Saturday, August 22, 2015

Boris - An Appreciation


According to Wikiedia, post-rock is a subgenre of rock music characterized by the influence and use of instruments commonly associated with rock, but using rhythms and "guitars as facilitators of timbre and textures" not traditionally found in rock. Post-rock bands are often without vocals.

In 1996, Scot Hacker wrote in The Utne Reader, "When modernity came to an end and folded back in on itself, rock sputtered out in an uninspired tailspin, leaving a trail of a thousand identical grunge bands to kick hairballs around in the garage. The past five years of tiresome, lo-fi grunge has unflaggingly rehashed punk’s once-definitive assault, but without conviction. In the wake of rock’s last gleaming, a handful of seekers forge something new where nothing new is possible. The only way to come to sensible grips with the alleged phenomenon of 'post-rock' is to consider that it is to rock as post-modern is to modern.  Post-rock bails out on the world of rock and goes 'stratmospheric,' leaving behind the posturing, the testosterone, and the formulae that defined pop/rock in all its forms for decades. In post-rock, the accreted layers of musical history form a substrate through which artists speak of the mysterious present.  Remixology becomes more than a collage technique – it’s the lingua franca, the currency of all that is good after rock gives up its pathetic struggle to rebel (against what?

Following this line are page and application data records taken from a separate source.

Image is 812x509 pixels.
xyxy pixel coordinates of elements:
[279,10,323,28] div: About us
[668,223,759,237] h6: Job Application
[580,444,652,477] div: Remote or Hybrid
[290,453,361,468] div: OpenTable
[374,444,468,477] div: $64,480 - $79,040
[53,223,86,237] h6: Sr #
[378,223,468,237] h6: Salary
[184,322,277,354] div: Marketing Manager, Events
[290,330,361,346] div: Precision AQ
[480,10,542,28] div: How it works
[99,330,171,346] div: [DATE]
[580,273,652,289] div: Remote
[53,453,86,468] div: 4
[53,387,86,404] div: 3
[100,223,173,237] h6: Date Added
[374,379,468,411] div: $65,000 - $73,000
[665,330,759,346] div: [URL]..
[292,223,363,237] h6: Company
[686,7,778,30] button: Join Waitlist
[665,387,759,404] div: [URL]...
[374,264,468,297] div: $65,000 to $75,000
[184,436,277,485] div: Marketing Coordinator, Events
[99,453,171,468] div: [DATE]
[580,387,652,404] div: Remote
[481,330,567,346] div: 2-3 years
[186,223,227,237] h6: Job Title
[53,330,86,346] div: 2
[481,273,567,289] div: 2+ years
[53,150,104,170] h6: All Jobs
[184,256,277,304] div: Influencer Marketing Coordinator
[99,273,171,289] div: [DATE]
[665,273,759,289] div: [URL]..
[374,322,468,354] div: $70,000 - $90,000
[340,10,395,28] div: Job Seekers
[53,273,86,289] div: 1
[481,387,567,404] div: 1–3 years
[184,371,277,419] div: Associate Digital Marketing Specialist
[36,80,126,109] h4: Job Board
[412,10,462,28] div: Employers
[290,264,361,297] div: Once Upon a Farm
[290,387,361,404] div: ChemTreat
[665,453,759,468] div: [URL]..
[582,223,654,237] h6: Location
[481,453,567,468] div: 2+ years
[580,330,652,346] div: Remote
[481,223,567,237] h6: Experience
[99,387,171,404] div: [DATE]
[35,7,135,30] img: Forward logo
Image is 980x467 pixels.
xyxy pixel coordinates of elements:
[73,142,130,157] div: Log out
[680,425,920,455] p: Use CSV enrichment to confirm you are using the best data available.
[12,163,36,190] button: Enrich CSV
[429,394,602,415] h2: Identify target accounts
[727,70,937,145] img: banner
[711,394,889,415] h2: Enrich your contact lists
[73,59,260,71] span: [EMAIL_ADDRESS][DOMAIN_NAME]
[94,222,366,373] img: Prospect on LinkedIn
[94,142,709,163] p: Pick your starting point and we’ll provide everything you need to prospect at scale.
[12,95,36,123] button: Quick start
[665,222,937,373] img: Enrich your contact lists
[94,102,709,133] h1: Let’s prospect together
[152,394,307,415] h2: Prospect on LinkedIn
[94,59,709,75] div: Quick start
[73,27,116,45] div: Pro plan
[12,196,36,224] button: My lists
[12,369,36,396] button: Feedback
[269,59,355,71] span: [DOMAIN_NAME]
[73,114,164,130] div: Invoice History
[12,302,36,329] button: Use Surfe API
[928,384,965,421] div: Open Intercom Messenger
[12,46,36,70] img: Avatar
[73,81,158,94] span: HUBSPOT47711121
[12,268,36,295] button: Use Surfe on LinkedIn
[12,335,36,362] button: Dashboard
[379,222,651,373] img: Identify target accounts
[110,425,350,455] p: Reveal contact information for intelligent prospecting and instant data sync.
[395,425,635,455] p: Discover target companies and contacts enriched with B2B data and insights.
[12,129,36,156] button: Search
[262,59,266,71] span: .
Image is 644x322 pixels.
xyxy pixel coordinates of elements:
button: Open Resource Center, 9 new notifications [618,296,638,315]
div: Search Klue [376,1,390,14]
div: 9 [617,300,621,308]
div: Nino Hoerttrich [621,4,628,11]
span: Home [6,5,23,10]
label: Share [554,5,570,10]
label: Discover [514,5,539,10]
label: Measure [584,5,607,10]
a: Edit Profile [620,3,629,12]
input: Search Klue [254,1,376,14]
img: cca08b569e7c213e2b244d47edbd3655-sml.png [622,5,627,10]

The alternative has been subsumed by 'the man.')"

The Japanese experimental  band Boris (ボリス) are widely considered to play predominantly in the metal genre, although the band has also been labeled as noise rock, drone, doom metal, psychedelic rock, dream pop, shoegaze, drone metal, ambient and even J-pop.  Their 2005 album, Dronevil, their eighth, consists of a double album with the first LP, Drone, being quieter and falling more within the ambient/drone spectrum of Boris' work, and the second LP, Evil, more guitar oriented and falling into the doom/metal spectrum of their work. Though the albums can be heard separately, the original intention is for both LPs to be played simultaneously through individual record players and speakers.

The album's cannibalism of various rock genres and accreted layers of sludgy substrate sound to this listener closer to Hacker's definition of post-rock than anything else, with compositions that should simultaneously both enthrall and offend the modernist and the metal-head alike.